After one glorious, fragrant week, the open flowers would turn yellow and dry up, and the buds, reacting to the dryness in my heated house, would turn brown at their necks. I would labor to rescue them, misting the plant with a green plastic spray bottle every time I passed, a dozen times a day. One at a time, the buds would fall off. I would be left with a plant with shiny green leaves. After about six weeks, the leaves would start to turn yellow. I would run to the local nursery, buy iron granules, and scratch them desperately into the soil in the gardenia’s pot.
In three months, the plant would be dead. Every time.
Not to be daunted, I invested in a small greenhouse, where the conditions would be optimum for growing gardenias. I also grew hibiscus and jasmine. I assiduously fed my plants with a solution of liquid fertilizer, meticulously regulated the temperature and humidity, and valiantly battled white fly and scale. Despite the gigantic expense of heating the greenhouse all through a snowy New England winter, I was proud of my yield: four or five hibiscus flowers a week and a couple dozen sprigs of jasmine in season. (The gardenias didn’t bloom, but they didn’t die either.)
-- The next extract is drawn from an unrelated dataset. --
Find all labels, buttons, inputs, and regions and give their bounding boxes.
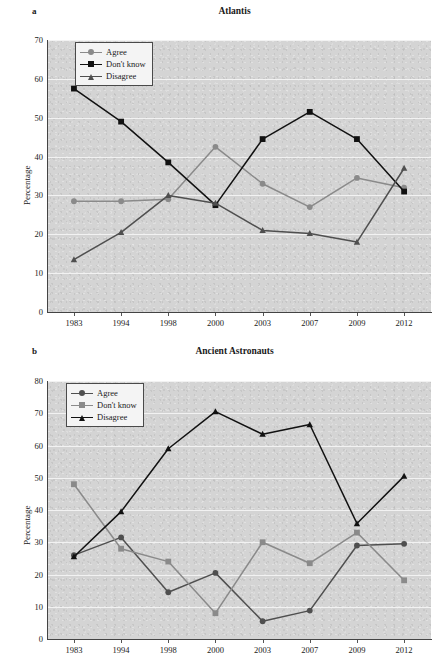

About five years into my greenhouse enterprise, I took my first trip to southern California. There, in Laguna Beach, I saw hibiscus hedges eight feet tall, with solid masses of large red and pink flowers, and sprawling banks of white and yellow jasmine. To add to my envy, no one was lavishing care or expense on them. They were flourishing on their own, in their own natural environment.
Authentic Jewish life is characterized by the study of Torah, the observance of Shabbat and Kashrut, and the thrice-daily worship of God. Not Shabbes leichter as museum pieces, but a generation of Jewish women who light their candles to usher in the holy Shabbat. Not klezmer concerts to evoke nostalgia for the shtetl, but Jewish bands playing Jewish music at Jewish weddings where Jewish communities are celebrating the beginning of a new generation of a Jewish family.
I wish my niece Jodi had had such a wedding.
*Names have been changed for privacy.
The thoughts and writings of Prof. Eugene Narrett
Israel and the West’s Suicidal Progressivism
http://israelendtimes.com/blog/2009/06/09/israel-and-the-west%E2%80%99s-suicidal-progressivism.htm
I loved the third comment.
SarahSue Ted!!!Narvey and of course Gary
The international lecturer and bestselling author on why being everything to everyone means being nothing to anyone
The downside and dangers of ‘universalism’
http://www.jwisdom.com/BLOG/?p=131
8 min.
Yamit, you referenced Sara Rigler’s article. The site is:
http://www.aish.com/jw/s/48899257.html
Narvey thanks the name was clipped and every time I try to use edit I get blocked as spam.